Certain beliefs cannot be "outrooted" from the mind
— Brown, Charles Brockden (1771-1810)
Place of Publication
Philadelphia
Publisher
Hugh Maxwell
Date
1799
Metaphor
Certain beliefs cannot be "outrooted" from the mind
Metaphor in Context
When questioned as to the course of life which he meant to pursue, upon his recovery, he professed himself without any precise object. He was willing to be guided by the advice of others, and by the lights which experience should furnish. The country was open to him, and he supposed that there was no part of it in which food could not be purchased by his labour.

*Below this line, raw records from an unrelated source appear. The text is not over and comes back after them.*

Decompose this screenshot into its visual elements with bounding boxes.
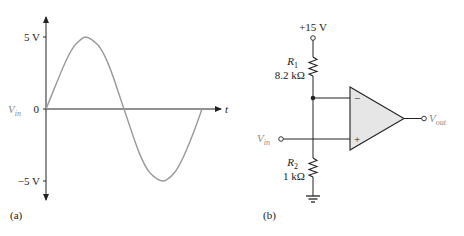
r2-value: 1 kΩ (283, 170, 305, 182)
y-axis-label: Vin (8, 103, 21, 118)
r1-value: 8.2 kΩ (275, 69, 305, 81)
panel-a-label: (a) (10, 209, 23, 222)
panel-a-waveform-plot: 5 V 0 −5 V Vin t (a) (8, 17, 229, 222)
x-axis-label: t (225, 103, 229, 115)
opamp-inverting-sign: − (354, 92, 360, 104)
vout-terminal (422, 116, 427, 121)
vout-label: Vout (429, 112, 447, 127)
y-tick-label-zero: 0 (34, 103, 40, 115)
figure-canvas: 5 V 0 −5 V Vin t (a) +15 V R1 8.2 kΩ Vin… (0, 0, 464, 236)
panel-b-comparator-circuit: +15 V R1 8.2 kΩ Vin − + Vout R2 1 kΩ (257, 21, 447, 222)
panel-b-label: (b) (263, 209, 276, 222)
resistor-r1 (309, 57, 317, 76)
y-tick-label-5v: 5 V (24, 31, 40, 43)
y-tick-label-minus5v: −5 V (18, 175, 40, 187)
r2-name: R2 (286, 156, 298, 171)
vin-label: Vin (257, 132, 270, 147)
ground-icon (306, 196, 320, 202)
supply-label: +15 V (299, 21, 327, 33)
r1-name: R1 (286, 55, 298, 70)
opamp-noninverting-sign: + (354, 133, 360, 145)
vin-terminal (279, 137, 284, 142)
supply-terminal (311, 36, 316, 41)
resistor-r2 (309, 158, 317, 177)
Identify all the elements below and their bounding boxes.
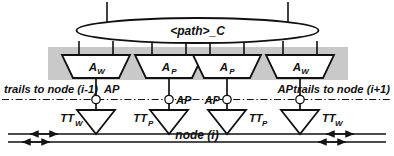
amplifier-output-stems [96, 78, 300, 99]
transceiver-tt-w-left: TT W [60, 110, 115, 134]
bus-label: <path>_C [170, 24, 225, 38]
node-label: node (i) [175, 128, 218, 142]
access-point-4-label: AP [276, 83, 293, 95]
transceiver-input-stems [96, 103, 300, 110]
amplifier-a-p-right-label: A [219, 61, 228, 73]
diagram-svg: <path>_C A W A [0, 0, 394, 156]
trails-left-label: trails to node (i-1) [4, 83, 98, 95]
transceiver-tt-p-left-subscript: P [148, 119, 154, 128]
fiber-direction-markers-left [22, 134, 58, 142]
transceiver-tt-w-right: TT W [281, 110, 344, 134]
transceiver-tt-w-left-subscript: W [75, 119, 84, 128]
amplifier-a-w-left: A W [62, 55, 130, 78]
amplifier-a-p-right-subscript: P [229, 67, 235, 76]
access-point-3-label: AP [203, 94, 220, 106]
transceiver-tt-p-left-label: TT [133, 112, 148, 124]
amplifier-a-w-left-label: A [88, 61, 97, 73]
access-point-1-label: AP [103, 83, 120, 95]
fiber-direction-markers-right [318, 134, 354, 142]
amplifier-a-p-left-subscript: P [171, 67, 177, 76]
amplifier-a-p-left: A P [135, 55, 203, 78]
amplifier-a-p-left-label: A [161, 61, 170, 73]
transceiver-tt-w-right-subscript: W [335, 119, 344, 128]
amplifier-a-p-right: A P [193, 55, 261, 78]
figure-canvas: <path>_C A W A [0, 0, 394, 156]
trails-right-label: trails to node (i+1) [293, 83, 390, 95]
access-point-2-label: AP [175, 94, 192, 106]
amplifier-a-w-right: A W [266, 55, 334, 78]
transceiver-tt-p-right-subscript: P [262, 119, 268, 128]
transceiver-tt-w-left-label: TT [60, 112, 75, 124]
amplifier-a-w-right-label: A [292, 61, 301, 73]
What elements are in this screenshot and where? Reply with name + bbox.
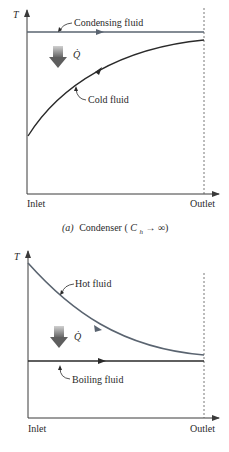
leader-arrow-icon [58,365,62,370]
flow-direction-arrow-icon [96,29,104,35]
caption-subscript: h [139,228,143,236]
outlet-label: Outlet [190,198,215,209]
y-axis-label: T [14,251,21,262]
heat-flow-arrow-icon [50,326,68,348]
flow-direction-arrow-icon [98,358,106,364]
inlet-label: Inlet [28,423,47,434]
evaporator-diagram: T Hot fluid Q̇ Boiling fluid Inlet Outle… [14,251,219,434]
hot-leader [62,284,74,293]
heat-exchanger-diagrams: T Condensing fluid Q̇ Cold fluid Inlet O… [0,0,229,452]
caption-c: C [130,222,137,233]
flow-direction-arrow-icon [95,67,102,75]
caption-prefix: (a) [62,222,74,234]
boiling-fluid-label: Boiling fluid [72,374,123,385]
caption-arrow: → [145,222,155,233]
inlet-label: Inlet [27,198,46,209]
cold-fluid-label: Cold fluid [88,94,129,105]
caption-infinity: ∞) [158,222,168,234]
leader-arrow-icon [60,290,64,295]
heat-rate-label: Q̇ [74,331,82,342]
outlet-label: Outlet [190,423,215,434]
condensing-fluid-label: Condensing fluid [74,17,143,28]
hot-fluid-label: Hot fluid [75,278,111,289]
caption-text: Condenser ( [79,222,128,234]
y-axis-label: T [13,9,20,20]
flow-direction-arrow-icon [94,325,102,332]
condenser-diagram: T Condensing fluid Q̇ Cold fluid Inlet O… [13,8,219,236]
heat-flow-arrow-icon [49,46,67,68]
caption: (a) Condenser ( C h → ∞) [62,222,168,236]
heat-rate-label: Q̇ [73,49,81,60]
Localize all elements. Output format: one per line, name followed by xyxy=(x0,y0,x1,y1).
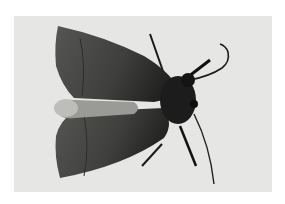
head xyxy=(181,73,195,87)
lower-wing xyxy=(56,108,170,178)
moth-photo: Grayscale photograph of a moth with fold… xyxy=(14,16,272,192)
leg-mid xyxy=(180,126,196,166)
moth-illustration xyxy=(14,16,272,192)
abdomen-tip xyxy=(54,99,78,117)
antenna-lower xyxy=(194,114,214,184)
eye xyxy=(190,100,198,108)
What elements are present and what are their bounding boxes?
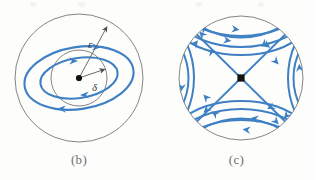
streamline-lower-1 <box>170 120 312 150</box>
panel-b-caption: (b) <box>0 152 158 168</box>
panel-c: (c) <box>158 0 315 180</box>
panel-c-caption: (c) <box>158 152 315 168</box>
streamline-left-2 <box>160 26 189 130</box>
streamline-upper-1 <box>170 6 312 36</box>
panel-b-diagram: ε δ <box>0 0 158 152</box>
saddle-point <box>237 74 244 81</box>
center-point <box>76 75 82 81</box>
streamline-lower-2 <box>168 119 314 153</box>
delta-label: δ <box>92 81 98 93</box>
panel-b: ε δ (b) <box>0 0 158 180</box>
streamline-lower-3 <box>174 109 308 136</box>
figure-canvas: ε δ (b) <box>0 0 315 180</box>
panel-c-diagram <box>158 0 315 152</box>
epsilon-label: ε <box>88 38 93 50</box>
streamline-right-1 <box>288 14 315 142</box>
streamline-right-2 <box>294 26 316 130</box>
streamline-upper-2 <box>168 0 314 38</box>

He was unqualified, by his education, for any liberal profession. His poverty was likewise an insuperable impediment. He could afford to spend no time in the acquisition of a trade. He must labour not for future emolument but for immediate subsistence. The only pursuit which his present circumstances would allow him to adopt was that which, he was inclined to believe, was likewise the most eligible. Without doubt, his experience was slender, and it seemed absurd to pronounce concerning that of which he had no direct knowledge; but so it was, he could not outroot from his mind the persuasion that to plow, to sow, and to reap were employments most befitting a reasonable creature, and from which the truest pleasure and the least pollution should flow.
(Part I, chapter 1, p. 237)
(Part I, chapter 1, p. 237)
Categories
Provenance
Reading
Citation
First part published in 1799; second in 1800. Reading and transcribing text from Charles Brockden Brown, Three Gothic Novels. New York: Library of America,1998.